WHAT YOU ARE ASKED TO DO.
Write out every record below exactly as given. Leave the pictures out.

RECORD SET.
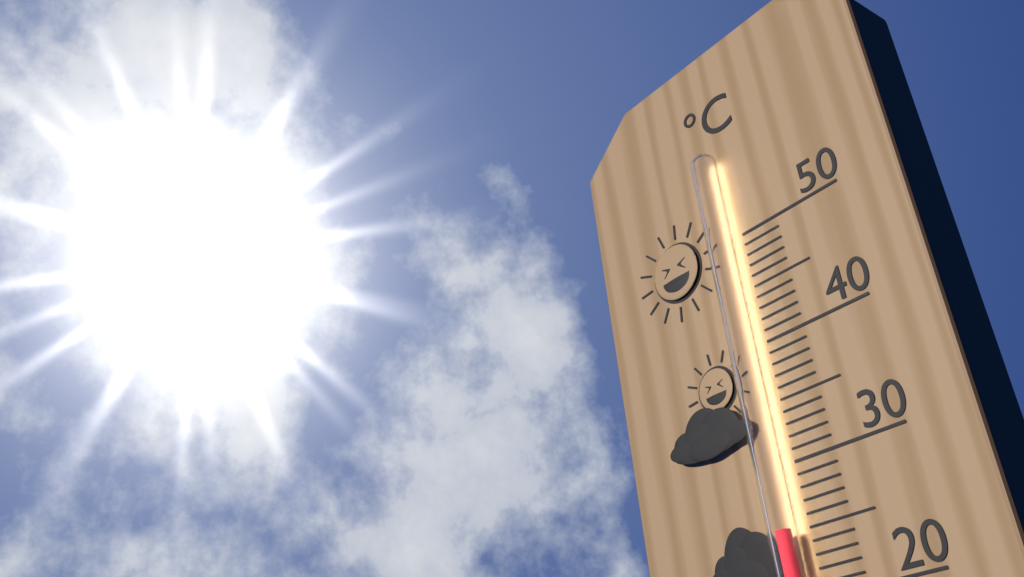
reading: 25 °C
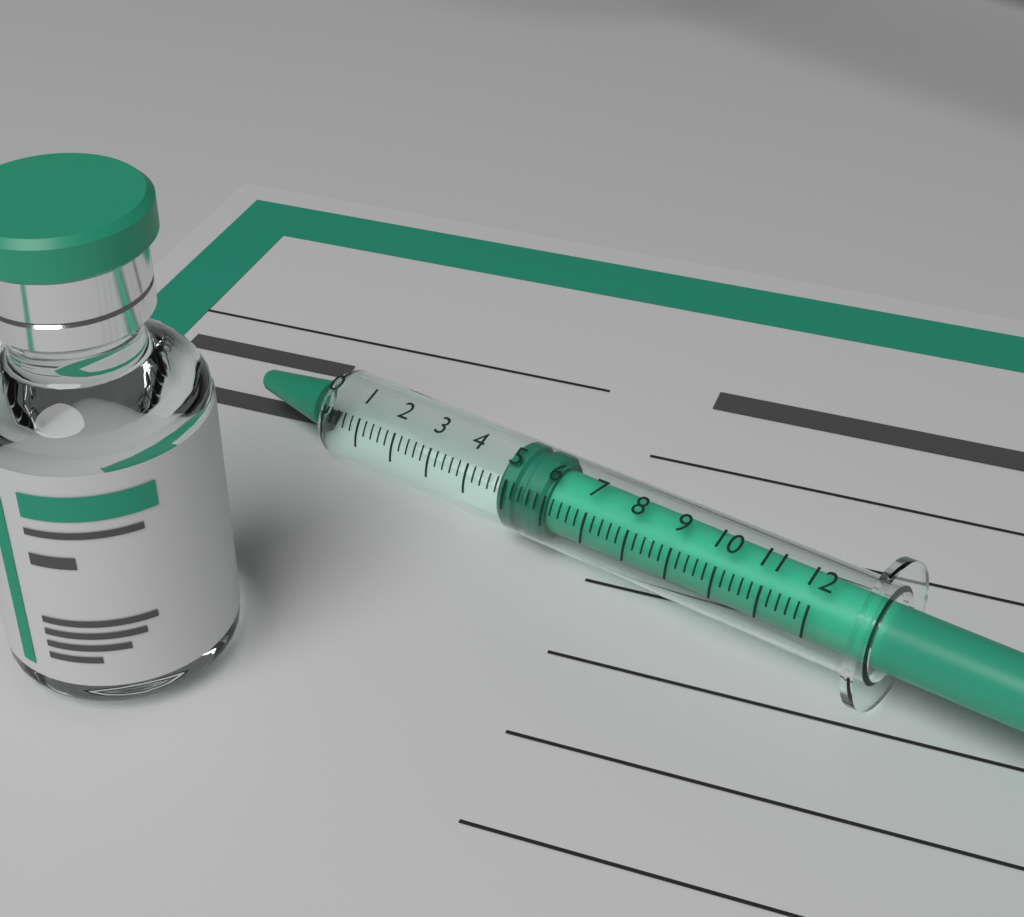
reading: 4.8 (no unit)
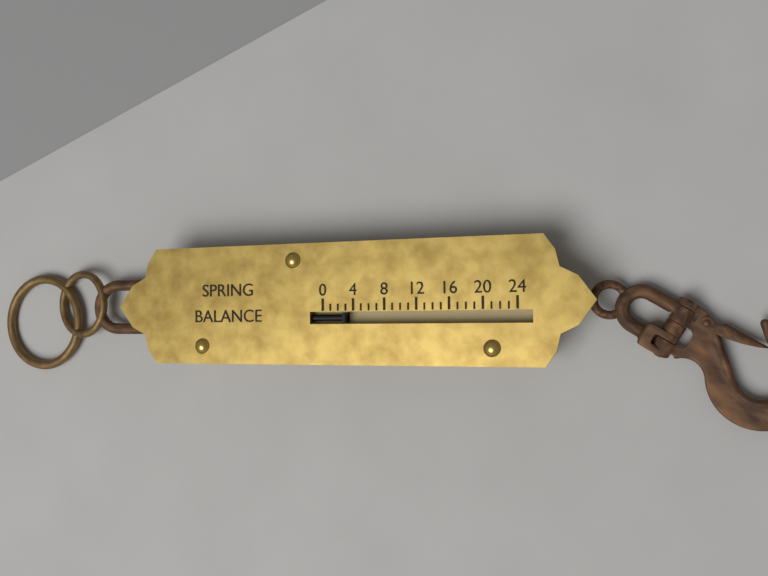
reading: 3 (no unit)
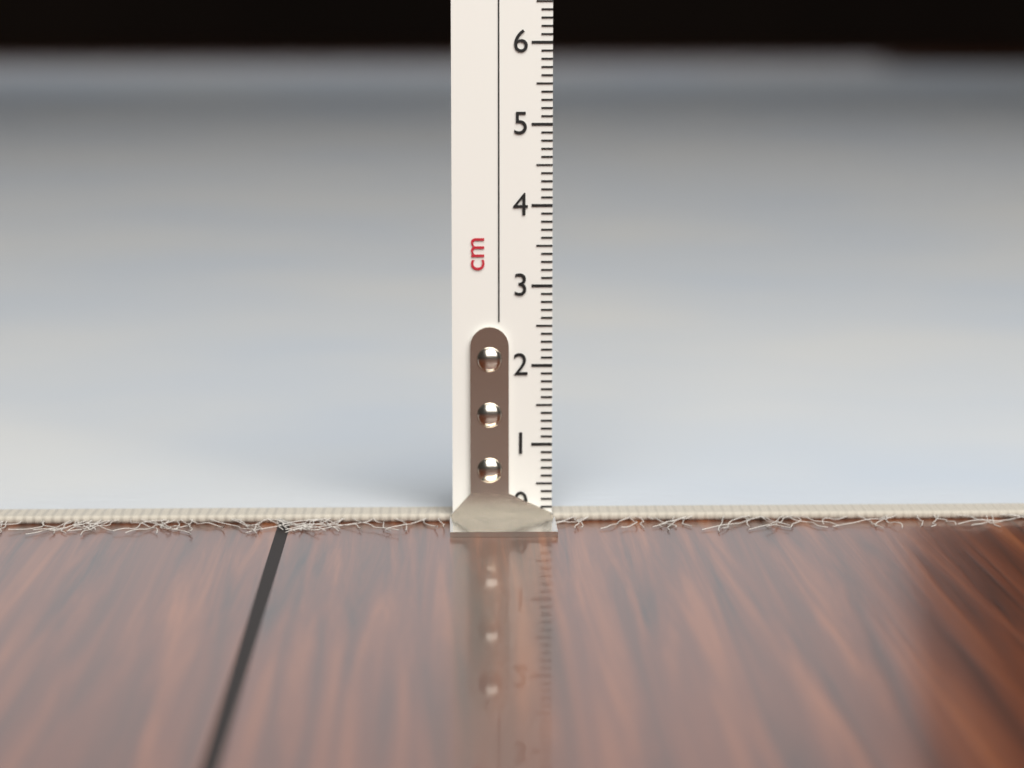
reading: 0.1 cm
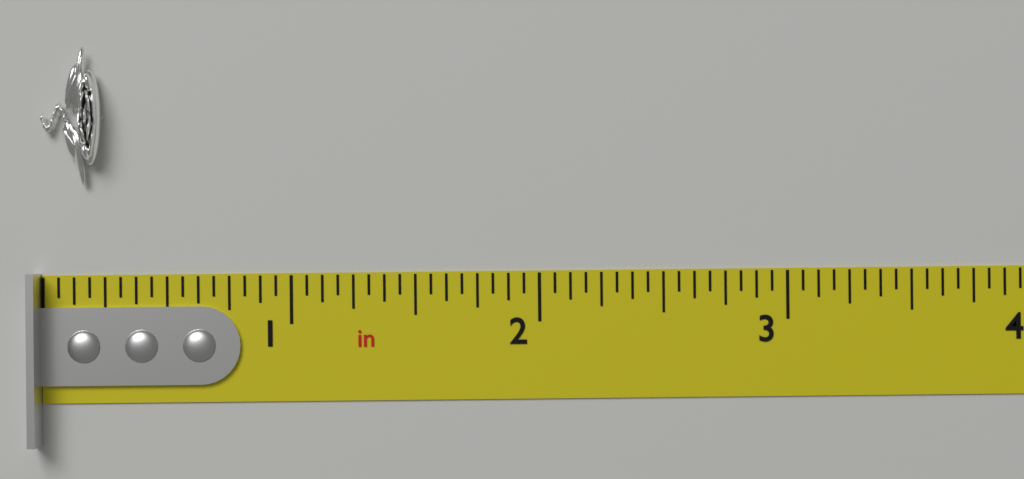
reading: 0.2500 in
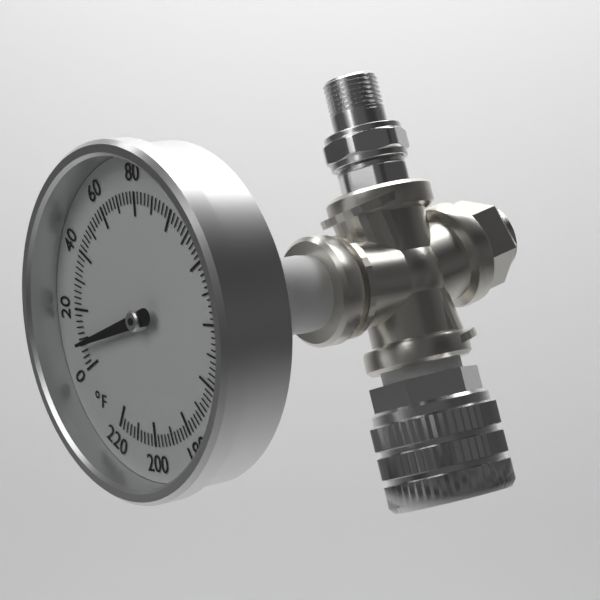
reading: 8 °F
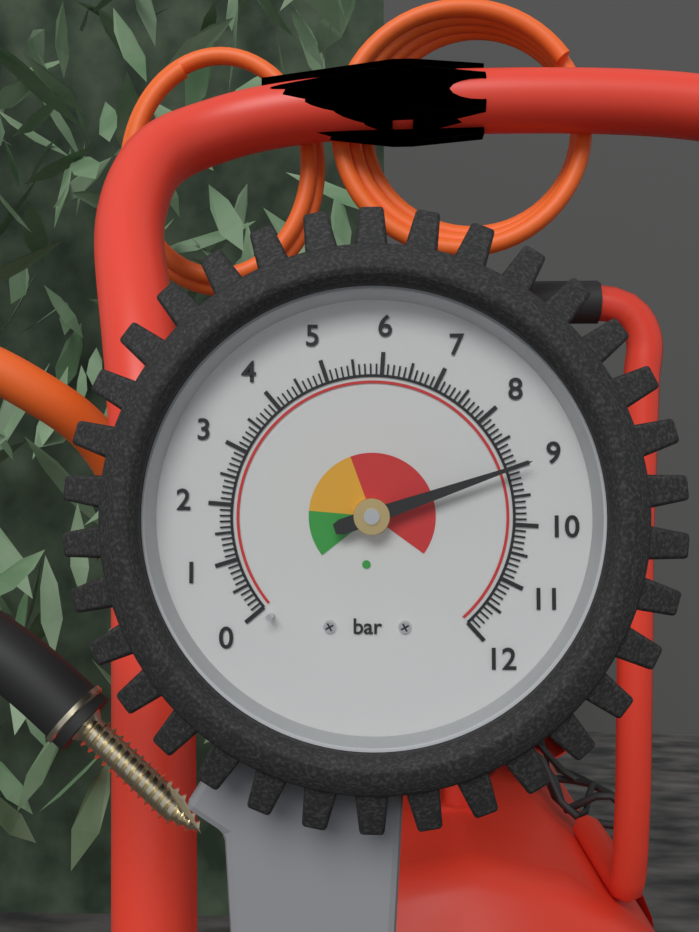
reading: 9.0 bar
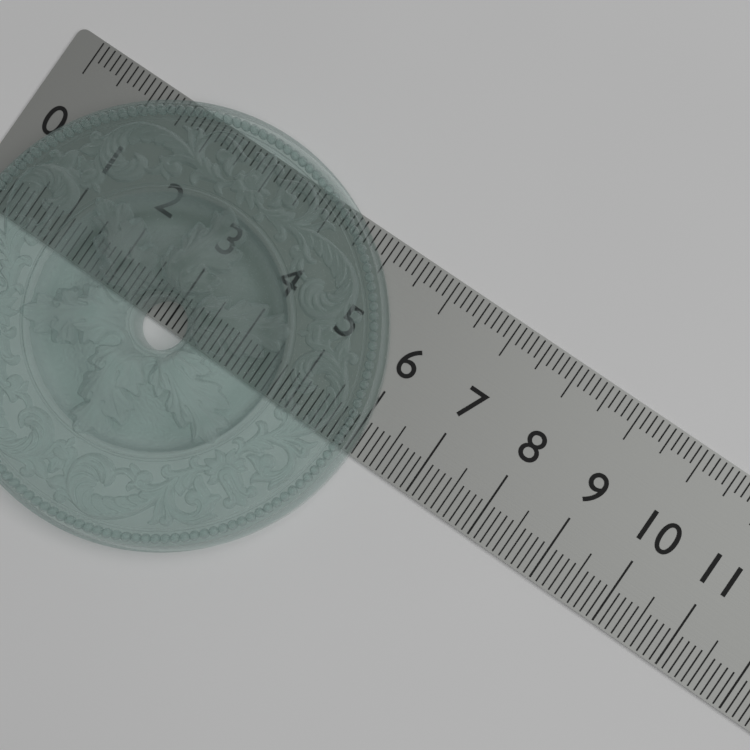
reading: 6.1 (no unit)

SOLVED PROBLEM.
reading: 25 °C
reading: 4.8 (no unit)
reading: 3 (no unit)
reading: 0.1 cm
reading: 0.2500 in
reading: 8 °F
reading: 9.0 bar
reading: 6.1 (no unit)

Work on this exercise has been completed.